Sunday, January 12, 2020

Sunday Sundries, 259


1. AOTW: Last night, driving down to Akron to meet our son and his sons for supper at Dontino's (and with three cameras at the table: no pics!), I twice had to brake hard on the Rt. 8 freeway because people coming onto the road decided that they, not I, had the right-of-way. I could not move over into the left lane (lots of traffic), so ... AOTW 2, Dyer 0.

2. This week I finished one book, Sweet Tooth, a 2012 novel by Ian McEwan, whose complete novels I'm trying to read. It purports to be the memoir of a young woman named Serena Frome, who, upon graduation from university, finds herself working (low-level) for MI5 in London.


She gets involved in a late Cold-War scheme to recruit writers (through a cooperative foundation), supporting them (without their knowledge or consent) with MI5 funds because they will write (so the agents believe) works that will make the UK look good, the Bad Guys bad.

Well, she finds herself in a romantic relationship with a writer she recruits, and at the end we get a "twist" that I don't want to say anymore about ... except this: I didn't like it. It was something you might try in Creative Writing I, but in a novel by a major writer in 2012? Don't think so.

I did like a lot of the novel. McEwan, of course, can write. It was just that flip at the ending that annoyed me ...

3. Had a lot of fun this week streaming bits of the Brit series Upstart Crow (and thanks again to friend Chris for alerting us to it). The episode we watched dealt with The Taming of the Shrew, a play I taught to my 8th graders at Harmon School back in the mid-80s and early 90s (before I flipped to Much Ado About Nothing).

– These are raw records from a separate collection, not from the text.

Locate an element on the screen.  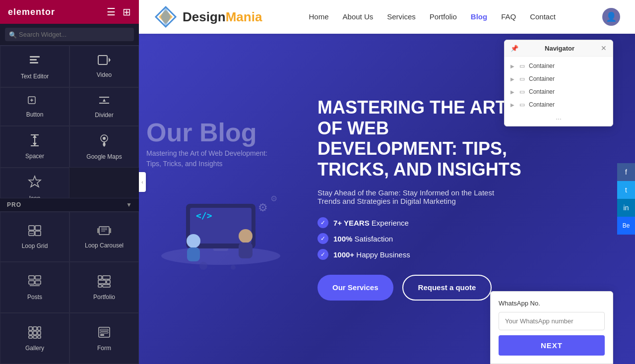
widget-form: Form is located at coordinates (104, 338).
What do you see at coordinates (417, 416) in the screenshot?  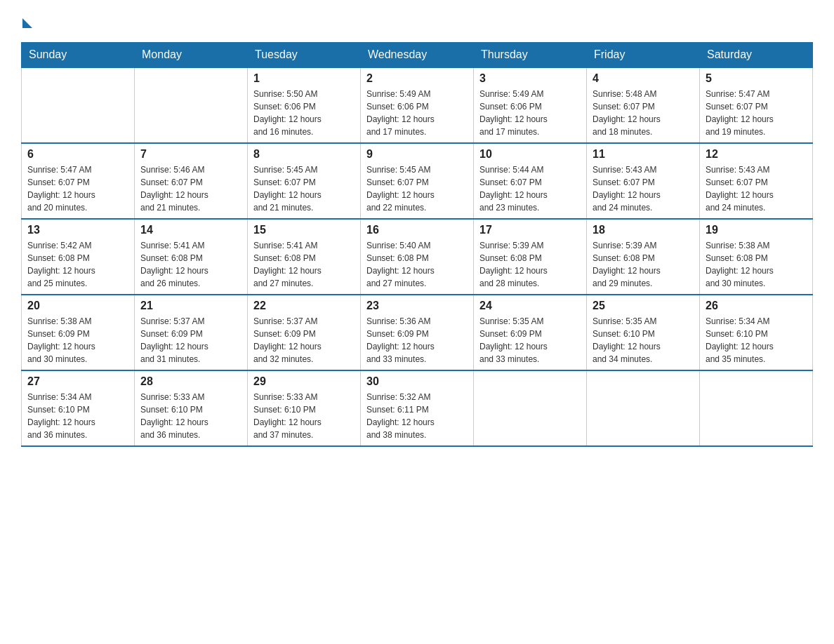 I see `day-info: Sunrise: 5:32 AM Sunset: 6:11 PM Dayligh…` at bounding box center [417, 416].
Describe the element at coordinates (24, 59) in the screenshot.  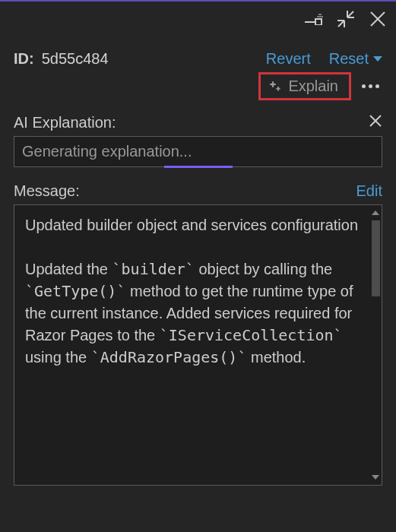
I see `id-label: ID:` at that location.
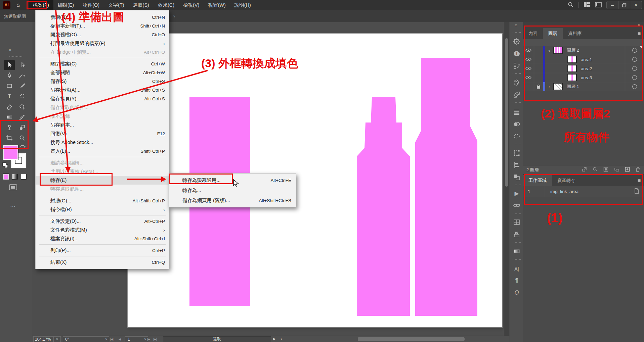 This screenshot has width=644, height=342. What do you see at coordinates (517, 281) in the screenshot?
I see `paragraph-panel-icon: ¶` at bounding box center [517, 281].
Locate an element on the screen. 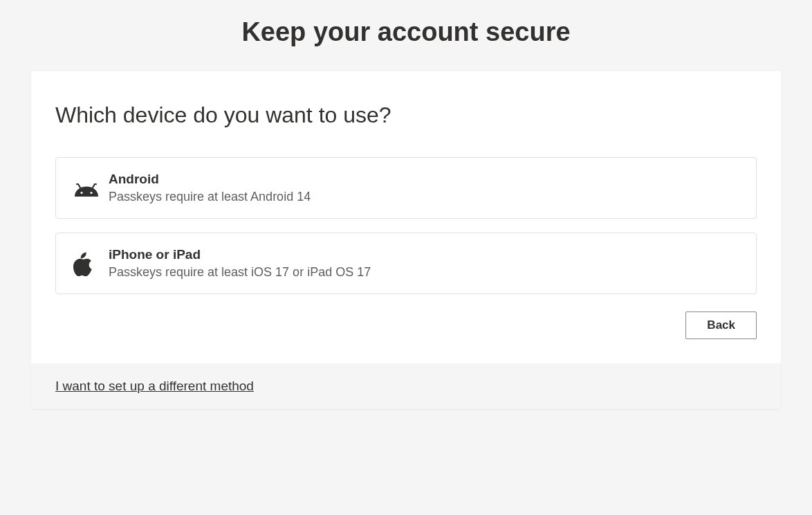 The width and height of the screenshot is (812, 515). back-button: Back is located at coordinates (721, 325).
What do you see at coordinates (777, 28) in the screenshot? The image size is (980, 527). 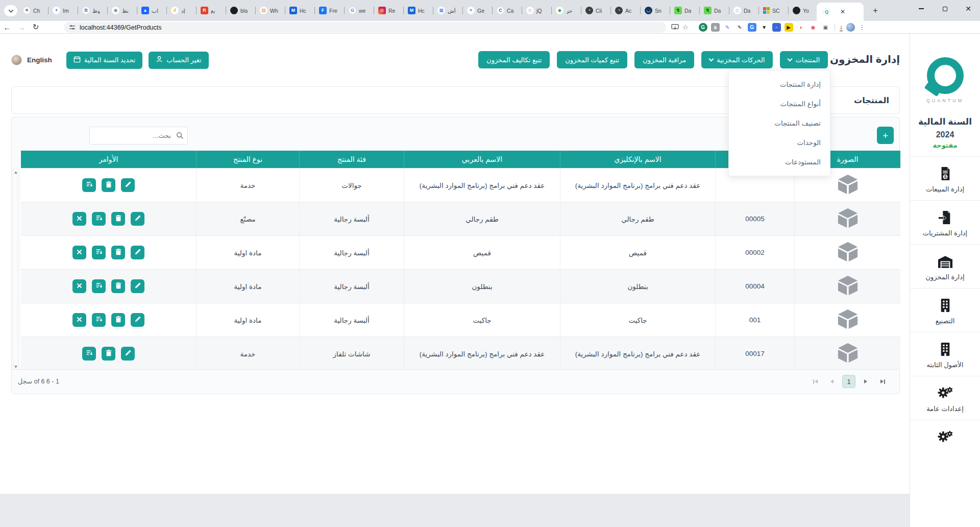 I see `floppy-blue-extension-icon: ▫` at bounding box center [777, 28].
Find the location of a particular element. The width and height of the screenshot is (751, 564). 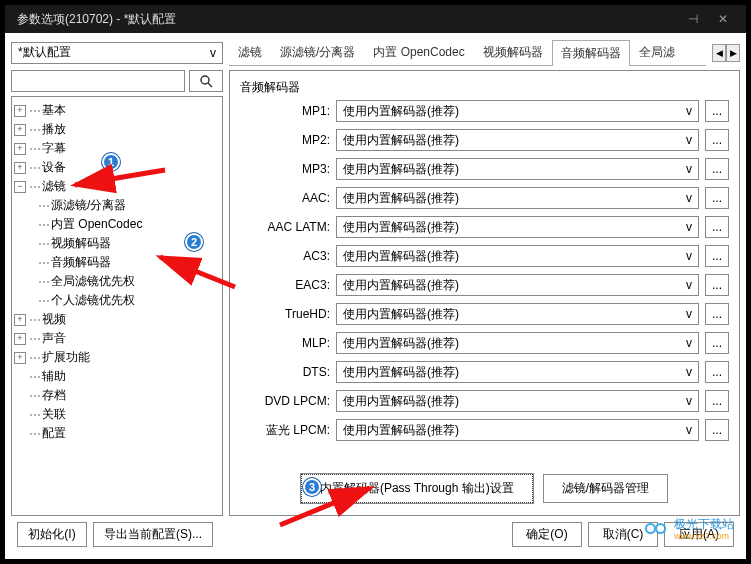

decoder-row: AAC LATM:使用内置解码器(推荐)v... is located at coordinates (484, 227).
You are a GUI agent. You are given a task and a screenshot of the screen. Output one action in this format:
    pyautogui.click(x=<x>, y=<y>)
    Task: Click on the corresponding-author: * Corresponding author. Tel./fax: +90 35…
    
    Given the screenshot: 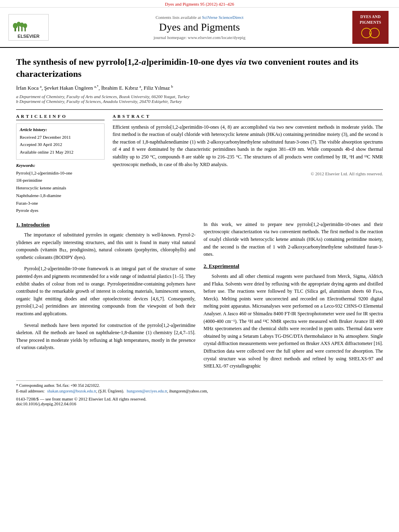 What is the action you would take?
    pyautogui.click(x=200, y=385)
    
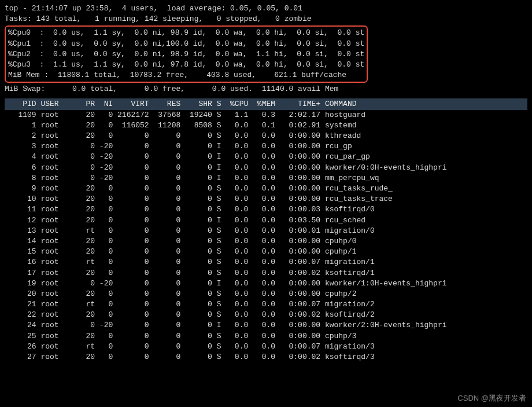 This screenshot has height=407, width=532. What do you see at coordinates (266, 19) in the screenshot?
I see `top-tasks-line: Tasks: 143 total, 1 running, 142 sleepin…` at bounding box center [266, 19].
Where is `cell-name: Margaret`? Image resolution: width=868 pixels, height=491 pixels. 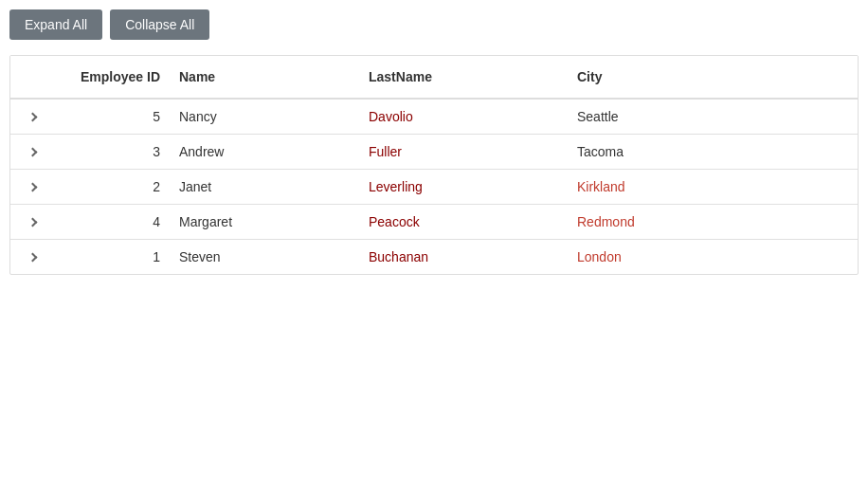 cell-name: Margaret is located at coordinates (266, 222).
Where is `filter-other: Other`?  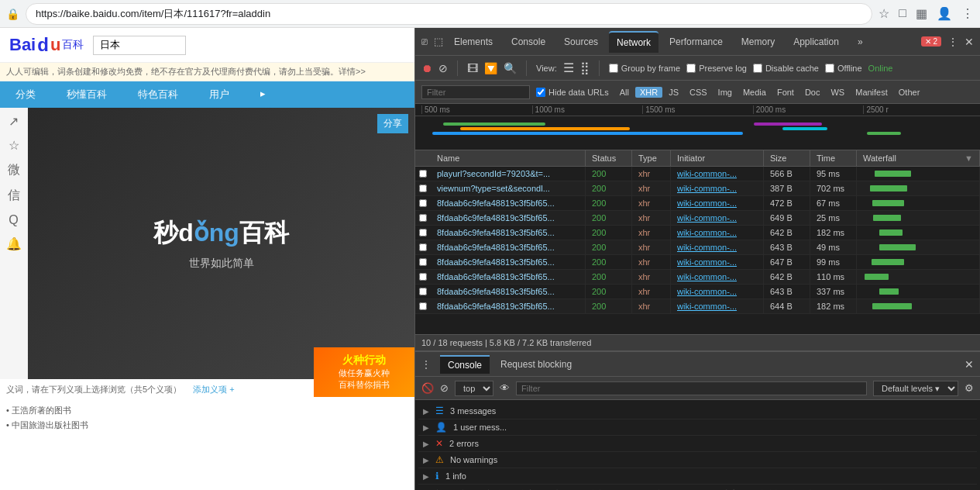 filter-other: Other is located at coordinates (910, 92).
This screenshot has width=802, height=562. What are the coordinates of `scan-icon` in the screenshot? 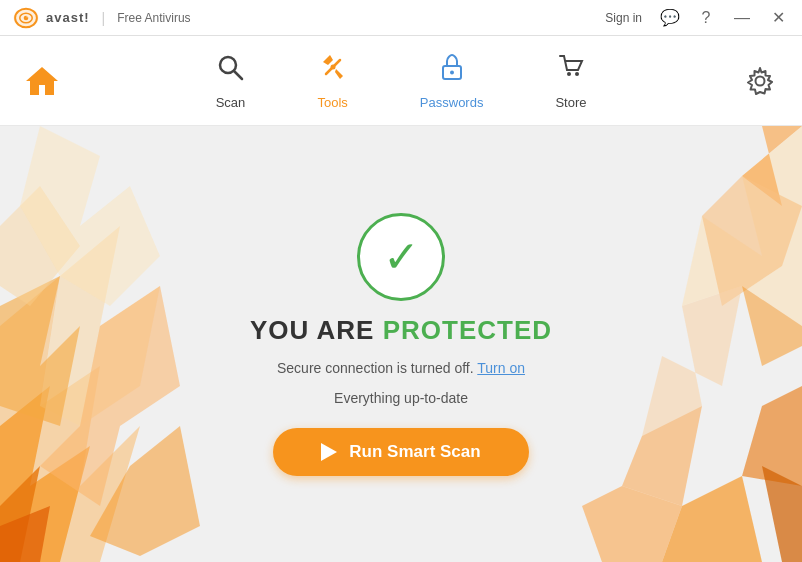 It's located at (230, 70).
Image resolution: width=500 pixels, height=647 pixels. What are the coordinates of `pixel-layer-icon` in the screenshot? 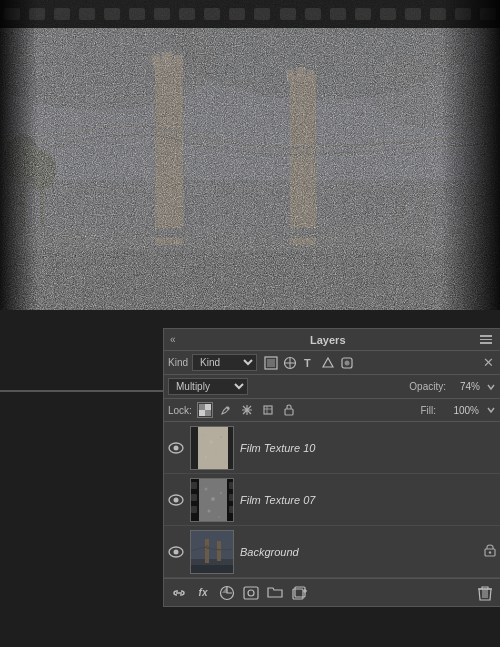 It's located at (271, 363).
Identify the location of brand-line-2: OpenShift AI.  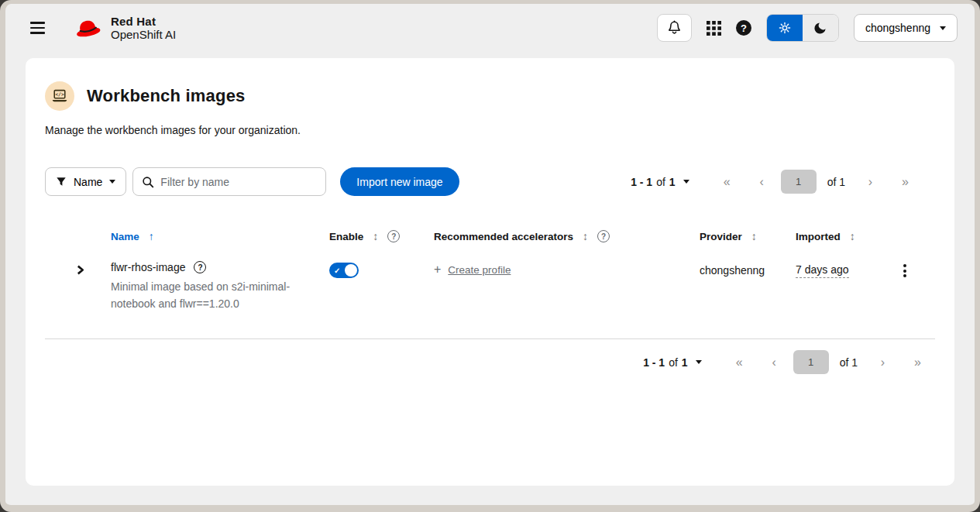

And now they're on to Romeo & Juliet ...

4. Oh, forgot to mention in my discussion of the McEwan novel I finished a week ago--Saturday. There's a moment when a character sort of saves everyone because she has memorized Matthew Arnold's poem "Dover Beach"--a poem I have also memorized. So ... I guess I'm ready to save someone?  (Link to poem.)

5. I mentioned last week, I think, that Joyce and I had seen Little Women, and I realized, watching it, that I'd never read the book. (Tch, tch, tch.) So ... guess what I started doing last night? The March house in the film, by the way, looks just like the Alcotts' home in Concord, Mass.


Joyce and I have seen it several times (Orchard House in Concord).

6. I've realized that it's no longer safe for me to exercise at the health club. My balance has become so bad that I'm always in danger of falling--which I have done a couple of times. So ... until I get some help, I'm going to eschew the club (the biking, the walking, the rowing machine) and try to get some medical help. I hope it's something as simple as a med I'm on. They did a brain MRI a couple of years ago and found my brain to be "unremarkable"--a term I kind of love.

And I'll be spending a long day Tuesday up at Seidman Cancer Center--blood tests, a CT scan, a bone scan, an injection of Xgeva (for bone strength). Can't wait!

7. Final Word--a word I liked this week from one of my online word-of-the-day providers ...

     - from wordsmith.org

splanchnic: (SPLANGK-nik)
adjective: Of or relating to the internal organs or viscera.
ETYMOLOGY: From splanchnicus, from Greek splankhnikos, from splankhna (entrails). Earliest documented use: 1694.
USAGE: “I discovered that the splanchnic nerve is actually three nerves and all control the visceral functions in various manners.”
    - Isaac Asimov; Robot Visions; Roc; 1990.